I have been reading a Gertrude Stein book called "How to Write" since the summer of 2011. It's the most intriguing thing I've read all year because I know she is an expert writer but most of it sounds like nonsense. She's explaining her experimental writing style using her experimental writing style (I think). Yet it has challenged so much about how I think about writing and it is filled with beautiful sentences and phrases. Here are a few of my favorites: <br><br>"There is some difference between sentiment and romance. Sentiment is awhile and weighed as a weight and romance is made to be authentic." "I have never been so sorry about anything as I was about Friday." "It is to be certain that love is lord of all." "Happy is to find what it does."

Melissa wrote:

"Remains of the Day"

Drew wrote:

I have two favorite things I have read this year:<br><br>First, "Wolf Hall" by Hilary Mantel (loved the way the author inhabited Thomas Cromwell's voice). Second, a piece on Medium by Jake Johnson, I don't want to be a loser really resonated with me.
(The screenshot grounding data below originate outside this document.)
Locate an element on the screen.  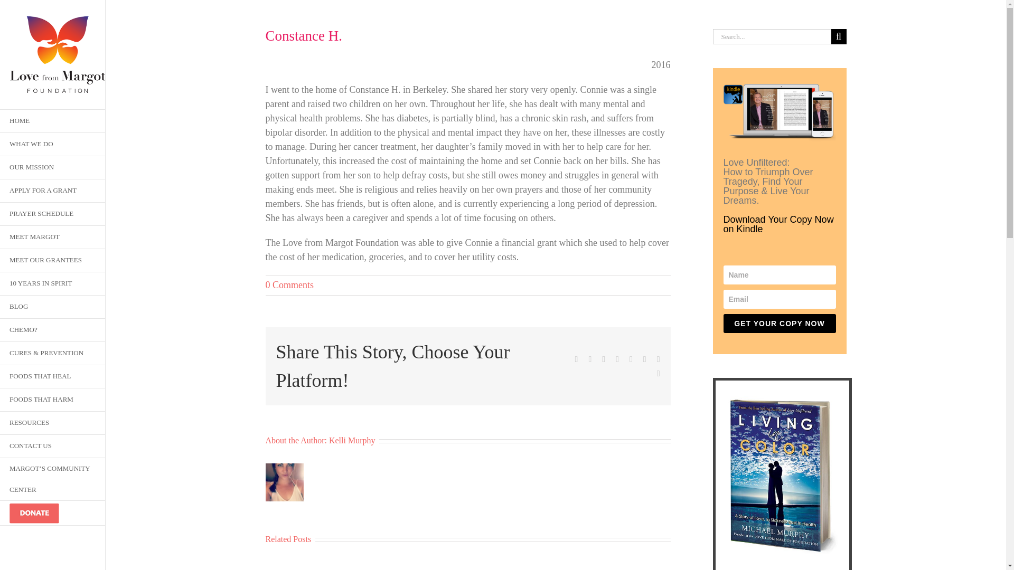
FOODS THAT HEAL is located at coordinates (53, 377).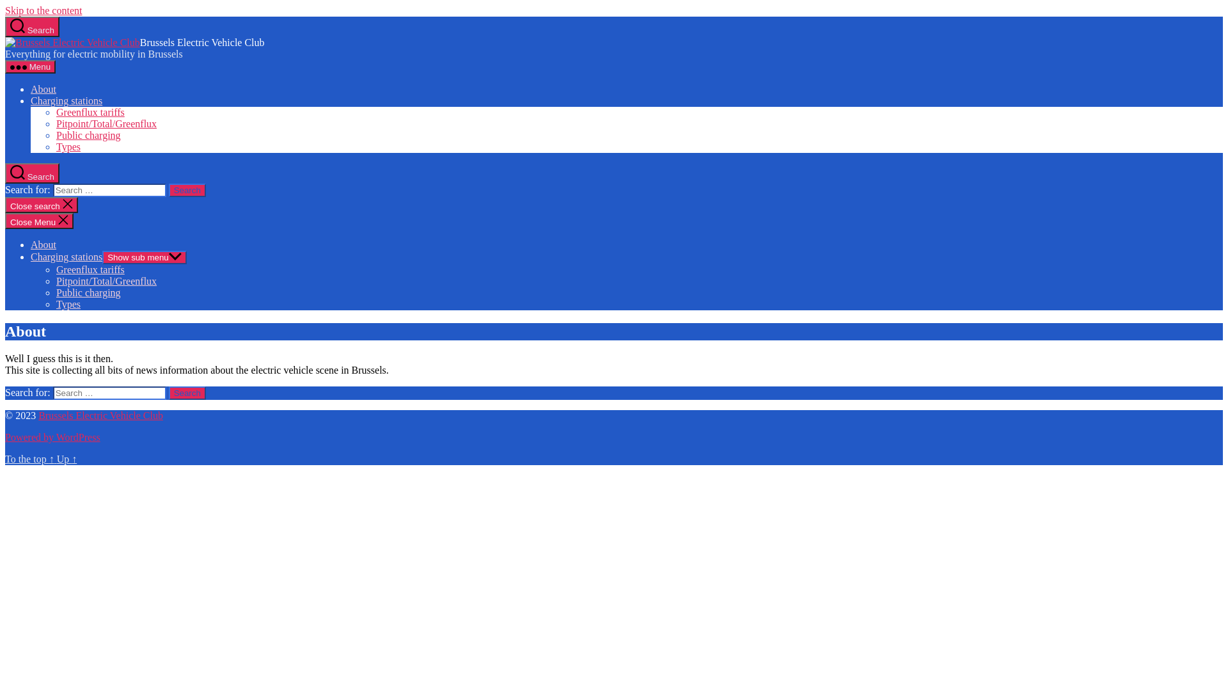 This screenshot has width=1228, height=691. I want to click on Pitpoint/Total/Greenflux, so click(106, 124).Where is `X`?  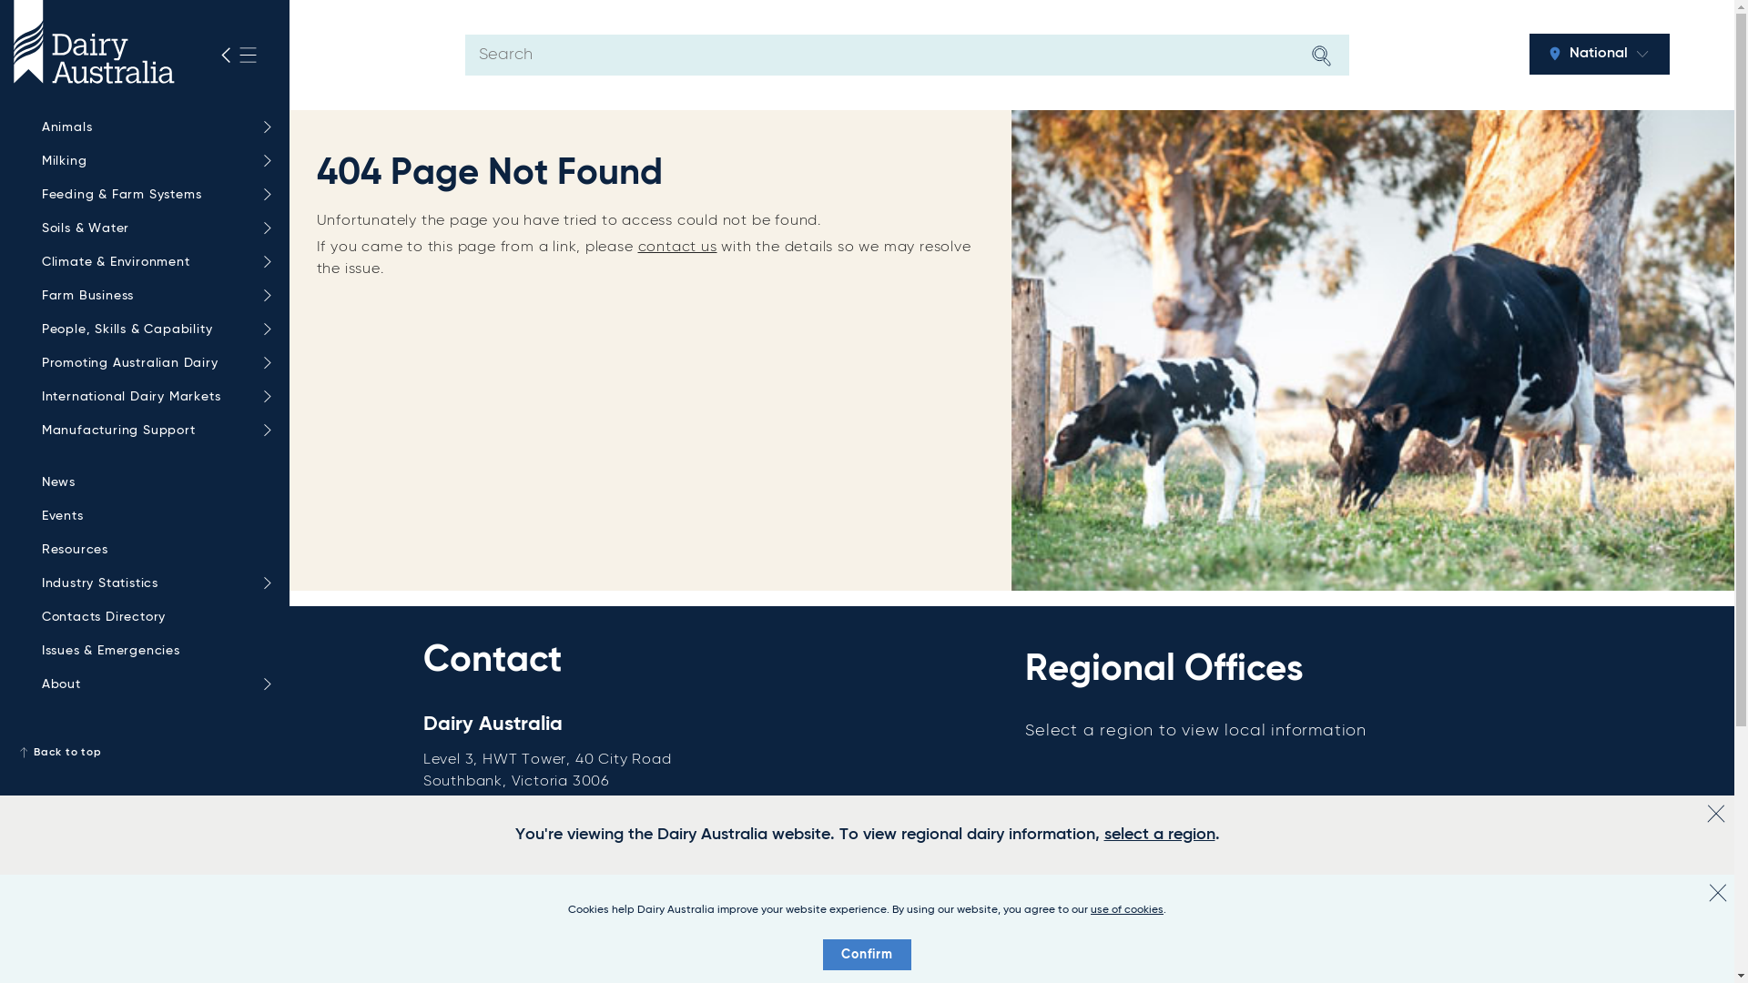 X is located at coordinates (1716, 814).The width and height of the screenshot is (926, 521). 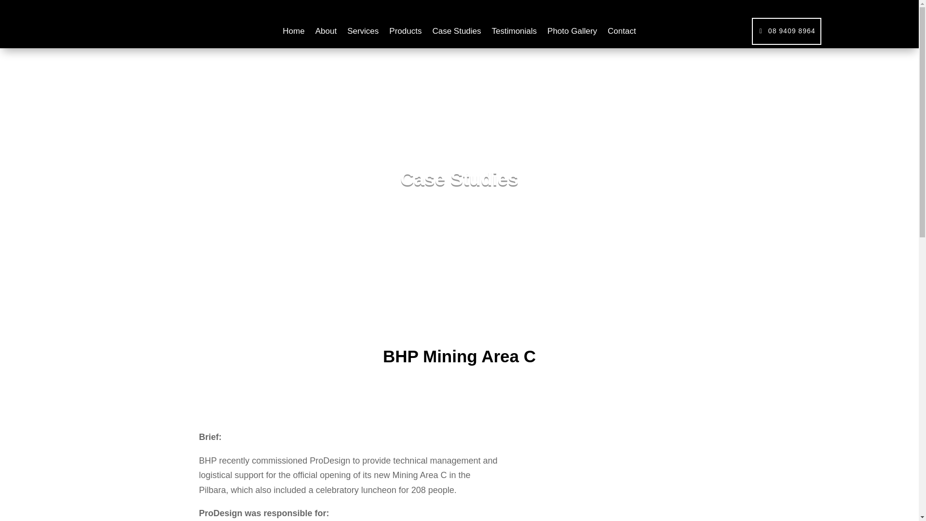 I want to click on Products, so click(x=405, y=33).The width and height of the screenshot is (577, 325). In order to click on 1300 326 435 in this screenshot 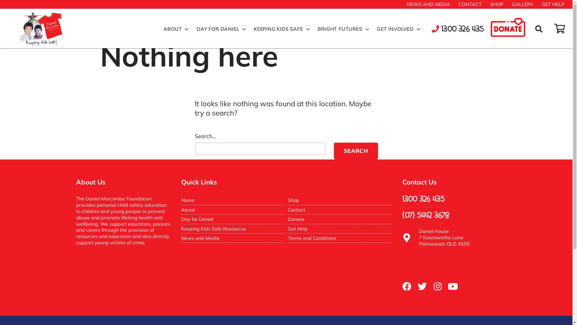, I will do `click(423, 199)`.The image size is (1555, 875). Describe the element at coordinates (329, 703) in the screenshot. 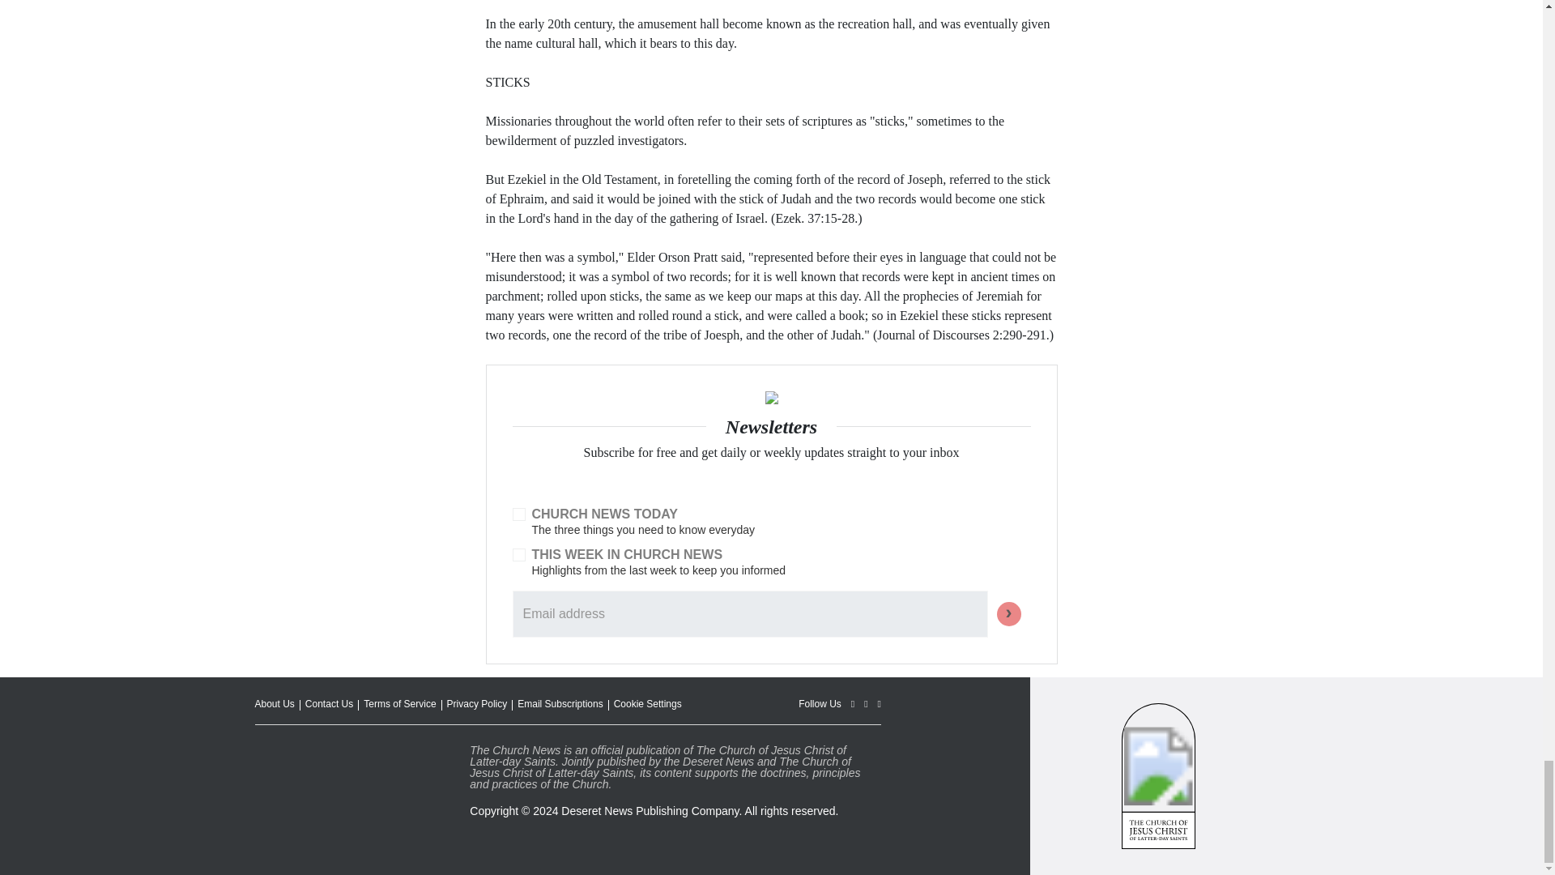

I see `Contact Us` at that location.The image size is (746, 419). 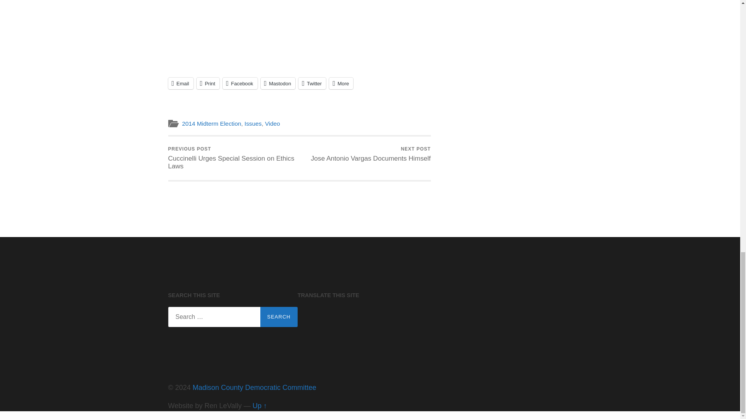 What do you see at coordinates (279, 317) in the screenshot?
I see `Search` at bounding box center [279, 317].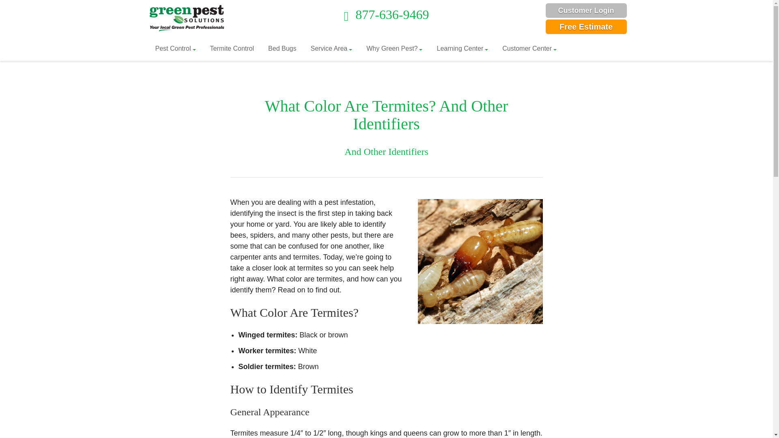 This screenshot has width=779, height=438. Describe the element at coordinates (175, 49) in the screenshot. I see `Pest Control` at that location.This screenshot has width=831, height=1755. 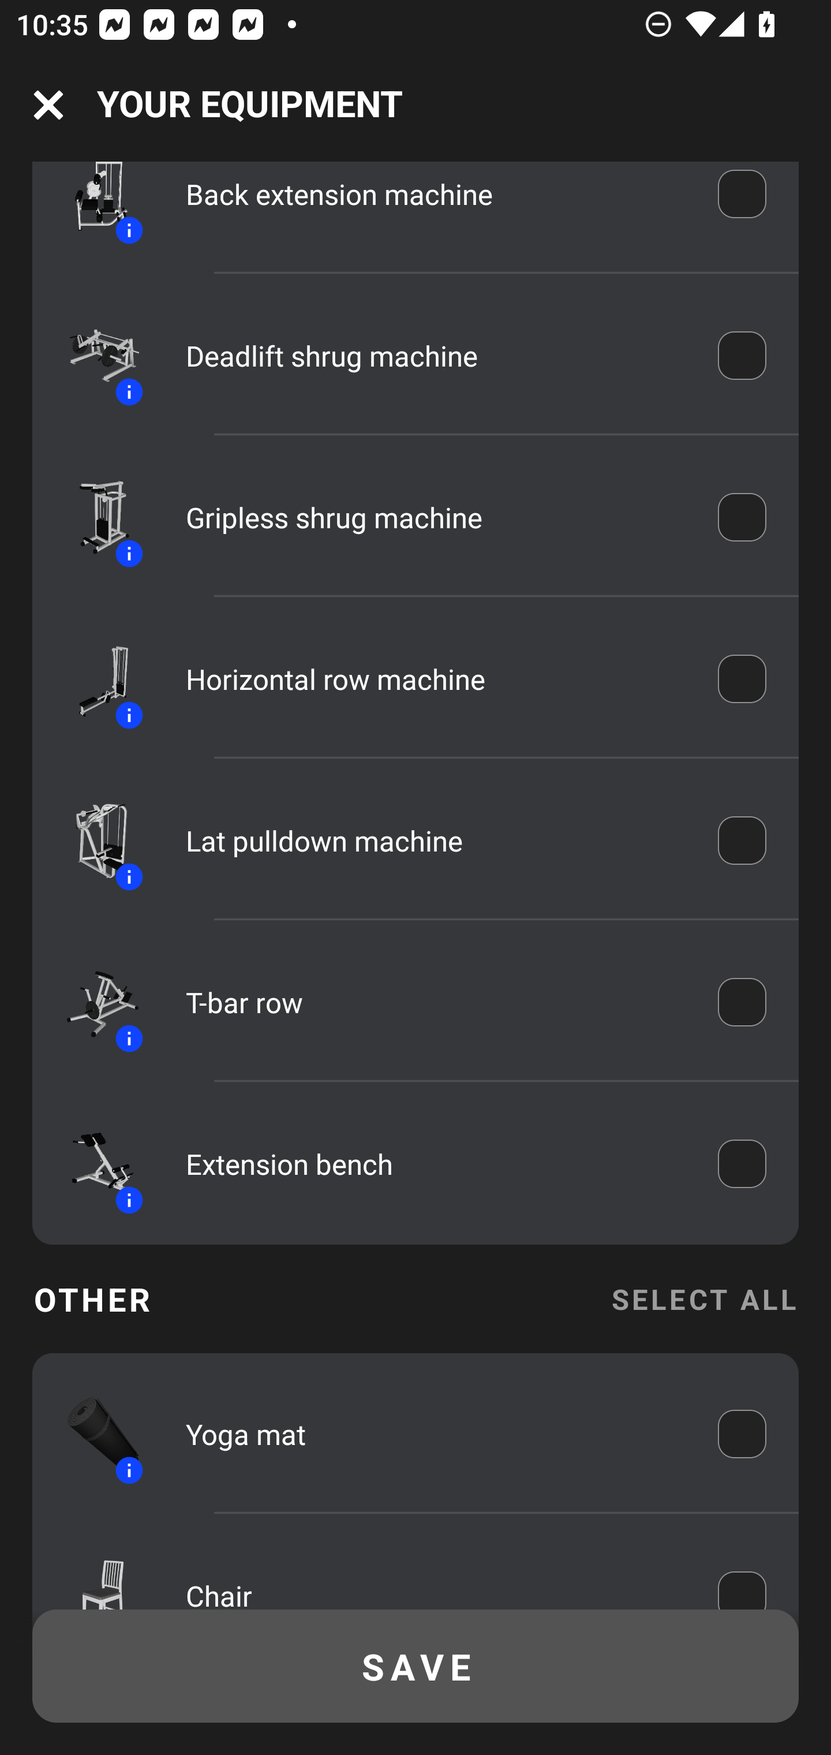 I want to click on Equipment icon, so click(x=93, y=1572).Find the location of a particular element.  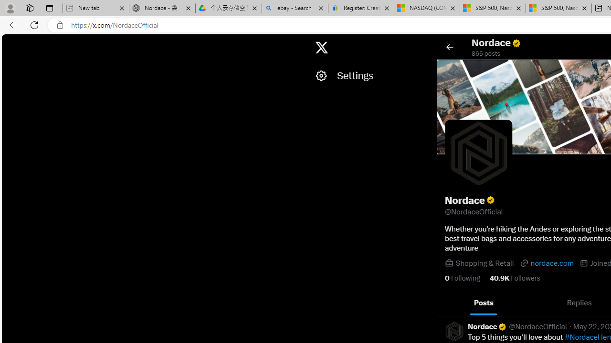

ebay - Search is located at coordinates (295, 9).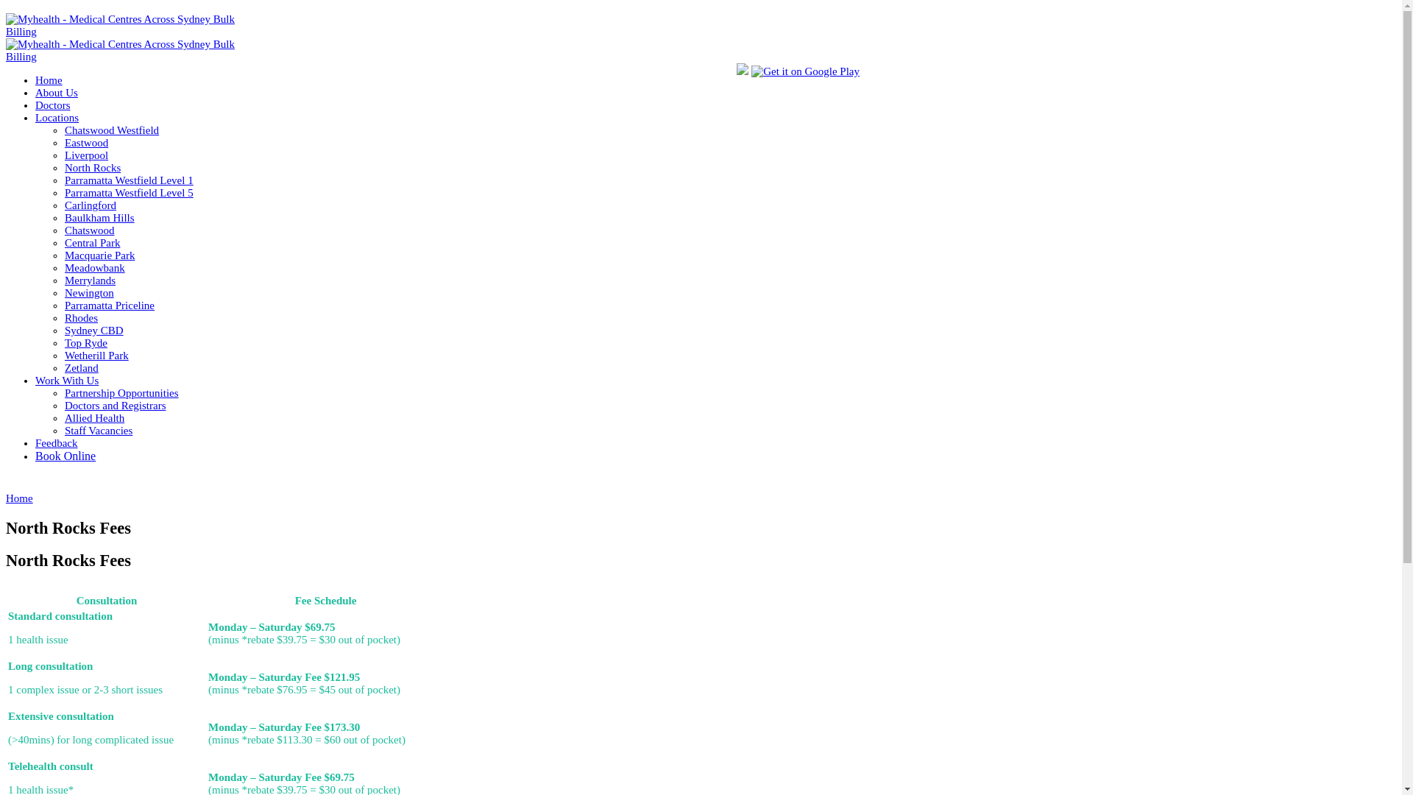 The height and width of the screenshot is (795, 1413). What do you see at coordinates (112, 130) in the screenshot?
I see `Chatswood Westfield` at bounding box center [112, 130].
I'm deeply interested in how people frame failure and this piece came along at the right time.

Sara wrote:

My favorite thing I read this year was Rebecca Solnit's "River of Shadows". It was just the right book, read in the right place, at the right time.

Brad wrote:

“Texas”, by James Michener.

Uncommon reads

Caution: Reading Can Be Hazardous by Charles McGrath:

Here was a book that performed that special trick of fiction, the one that never gets tired: It lifted me out of myself, my grumbling and my self-pity, and in language just like the language we use every day, only better, dropped me down in another place and among people far more interesting, who had more on their plate than just a stack of books.<br><br>I remember thinking, this is what reading used to be like: fun. I sat there for hours, getting up only once or twice, and finished the book before supper — in time to start another before going to bed.

Your turn

What would you like more or less of in the new year?